A better strategy for this scenario might be a recursive split() Here's an implementation. First, here are sample data

 dd<-structure(list(Country = c("Canada", "Canada", "Canada", "Canada", "Canada", "Canada", "Canada", "Canada", "Canada", "Canada"), Provinces = c("Newfondland", "PEI", "Nova Scotia", "New Brunswick", "Quebec", "Quebec", "Ontario", "Ontario", "Manitoba", "Saskatchewan" ), City = c("St Johns", "Charlottetown", "Halifax", "Fredericton", NA, "Quebec City", "Toronto", "Ottawa", "Winnipeg", "Regina" ), Zone = c("A", "B", "C", "D", NA, NA, "A", "B", "C", "D")), class = "data.frame", row.names = c(NA, -10L), .Names = c("Country", "Provinces", "City", "Zone")) 
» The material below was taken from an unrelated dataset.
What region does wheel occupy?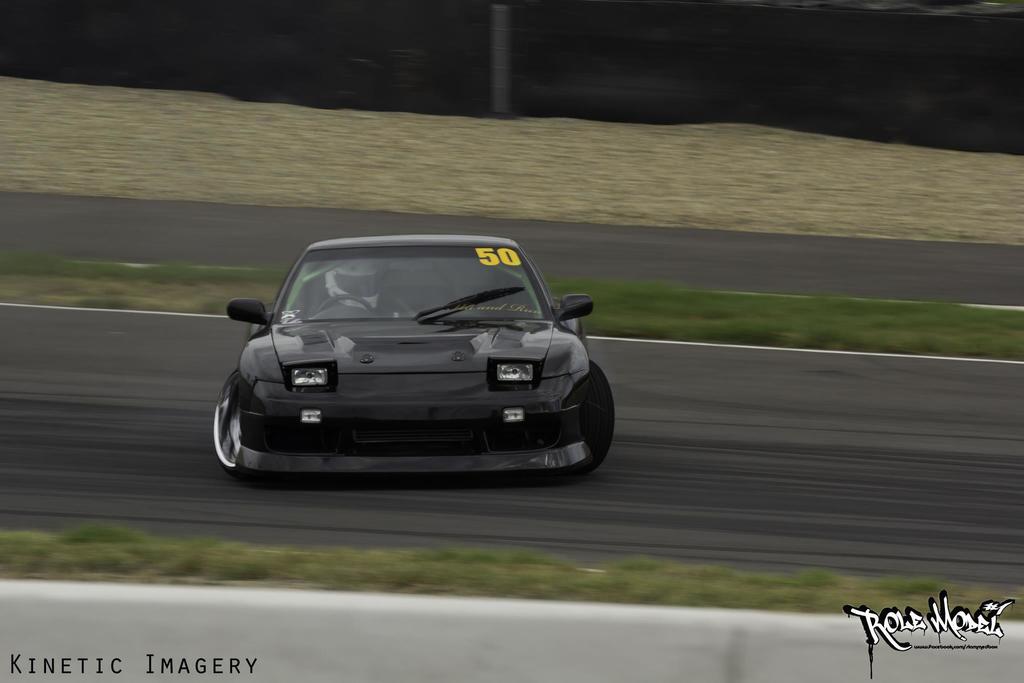
[left=573, top=356, right=627, bottom=470].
note that "I replaced the strings "NA" with true NA values. Now the function

 rsplit <- function(x) { x <- x[!is.na(x[,1]),,drop=FALSE] if(nrow(x)==0) return(NULL) if(ncol(x)==1) return(lapply(x[,1], function(v) list(name=v))) s <- split(x[,-1, drop=FALSE], x[,1]) unname(mapply(function(v,n) {if(!is.null(v)) list(name=n, children=v) else list(name=n)}, lapply(s, rsplit), names(s), SIMPLIFY=FALSE)) } 

Then we can run

 rsplit(dd) 

It seems to work with test data. The only difference is the order in which the child nodes are located.